“I won’t agree about the last one,” objected her room-mate, her eyes filled with admiration. “You’re always doing marvellous things.”
“I’m afraid not, Lil!” An unsatisfied look crept over her face. At present Marjorie’s powers did not stand high in her own estimation.
“The trouble with me is, I can’t get my scouts’ point of view,” she remarked, harping back to the old subject. “I can’t seem to realize that they aren’t our dear old senior patrol, who got a thrill out of anything connected with scouting. In one way they know so much more than we ever did—they’re so experienced—but in another they’re ignorant and blind, and deaf besides. One thing I learned at the hike—they are bored to death with nature. I might just as well cross hiking and camping off of my program.”
“Until later, perhaps,” amended Lily. “But it all has to be very gradual. In the meantime, we’ve got to find something else to interest them, and keep tests in the back-ground. Then maybe when they get out with other scouts, they’ll catch the fever.” Marjorie’s eyes brightened; it meant so much to have some help in this weighty problem.
“Can you think of anything that they would be interested in?”
“How about basket-ball?”
“The very thing! That’s exciting enough. And if we played around, and visited other teams——”
“Let’s talk it over with Mr. Richards on Wednesday. Maybe he’ll have something even better to suggest.”
As the intervening days passed, Marjorie found herself banking more and more upon this interview. She even made little notes in her book, anxious not to forget anything, or to waste too much of the man’s valuable time.
Yet when the hour came, and she and Lily walked down to the reception-room, she was conscious of a strange little feeling of loneliness. This was John’s night, and she was not to see him, might even not see him on Saturday, and she missed him more than she had expected. Suddenly she wondered whether she were not being foolish to allow such an uncertain undertaking to usurp her time and monopolize her interest. Was she right in putting John aside for this new fancy, John, who had meant so much to her all the years of her school life?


- **WHAT IS REQUIRED**:
Pick out and copy every line below that has the word "FEDEX".

Interface dataset entries
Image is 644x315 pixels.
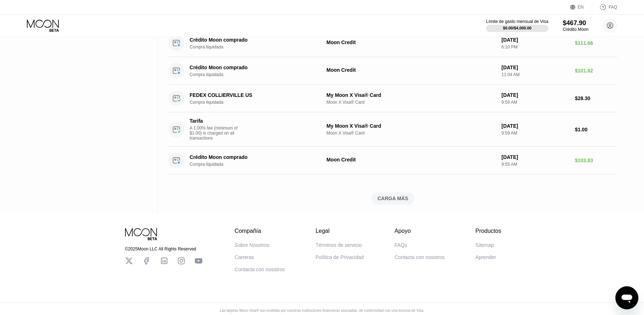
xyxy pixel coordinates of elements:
[189,118,240,123] div: Tarifa
[327,123,496,128] div: My Moon X Visa® Card
[563,20,589,32] div: $467.90Crédito Moon
[168,85,617,112] div: FEDEX COLLIERVILLE USCompra liquidadaMy Moon X Visa® CardMoon X Visa® Card[DATE]9:59 AM$28.30
[476,254,496,260] div: Aprender
[502,123,570,128] div: [DATE]
[316,242,362,248] div: Términos de servicio
[235,267,285,272] div: Contacta con nosotros
[503,26,532,30] div: $0.00 / $4,000.00
[168,192,617,204] div: CARGA MÁS
[189,100,327,105] div: Compra liquidada
[563,20,589,27] div: $467.90
[575,95,617,101] div: $28.30
[502,130,570,135] div: 9:59 AM
[575,157,617,163] div: $103.83
[189,162,327,167] div: Compra liquidada
[395,228,445,234] div: Apoyo
[168,112,617,147] div: TarifaA 1.00% fee (minimum of $1.00) is charged on all transactionsMy Moon X Visa® CardMoon X Vis...
[575,40,617,46] div: $111.66
[476,242,494,248] div: Sitemap
[125,246,203,251] div: © 2025 Moon LLC All Rights Reserved
[502,65,570,70] div: [DATE]
[189,154,317,160] div: Crédito Moon comprado
[616,286,638,309] iframe: Botón para iniciar la ventana de mensajería
[575,68,617,74] div: $101.82
[575,126,617,133] div: $1.00
[486,19,549,32] div: Límite de gasto mensual de Visa$0.00/$4,000.00
[189,65,317,70] div: Crédito Moon comprado
[168,147,617,174] div: Crédito Moon compradoCompra liquidadaMoon Credit[DATE]9:55 AM$103.83
[214,309,430,312] div: Las tarjetas Moon Visa® son emitidas por nuestras instituciones financieras asociadas, de conform...
[327,130,496,135] div: Moon X Visa® Card
[327,39,496,45] div: Moon Credit
[316,254,364,260] div: Política de Privacidad
[189,92,317,98] div: FEDEX COLLIERVILLE US
[377,195,408,201] div: CARGA MÁS
[578,5,584,10] div: EN
[189,72,327,77] div: Compra liquidada
[395,242,408,248] div: FAQs
[570,4,592,11] div: EN
[168,57,617,85] div: Crédito Moon compradoCompra liquidadaMoon Credit[DATE]11:04 AM$101.82
[189,44,327,50] div: Compra liquidada
[327,156,496,163] div: Moon Credit
[592,4,617,11] div: FAQ
[486,19,549,24] div: Límite de gasto mensual de Visa
[235,242,269,248] div: Sobre Nosotros
[235,254,254,260] div: Carreras
[502,44,570,50] div: 6:10 PM
[502,100,570,105] div: 9:59 AM
[395,254,445,260] div: Contacta con nosotros
[502,92,570,98] div: [DATE]
[502,72,570,77] div: 11:04 AM
[502,154,570,160] div: [DATE]
[235,228,285,234] div: Compañía
[502,37,570,43] div: [DATE]
[476,228,502,234] div: Productos
[189,126,243,140] div: A 1.00% fee (minimum of $1.00) is charged on all transactions
[189,37,317,43] div: Crédito Moon comprado
[327,92,496,98] div: My Moon X Visa® Card
[563,27,589,32] div: Crédito Moon
[316,228,364,234] div: Legal
[168,29,617,57] div: Crédito Moon compradoCompra liquidadaMoon Credit[DATE]6:10 PM$111.66
[502,162,570,167] div: 9:55 AM
[327,100,496,105] div: Moon X Visa® Card
[609,5,617,10] div: FAQ
[327,67,496,73] div: Moon Credit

- **ANSWER FOR THE TASK**:
[168,85,617,112] div: FEDEX COLLIERVILLE USCompra liquidadaMy Moon X Visa® CardMoon X Visa® Card[DATE]9:59 AM$28.30
[189,92,317,98] div: FEDEX COLLIERVILLE US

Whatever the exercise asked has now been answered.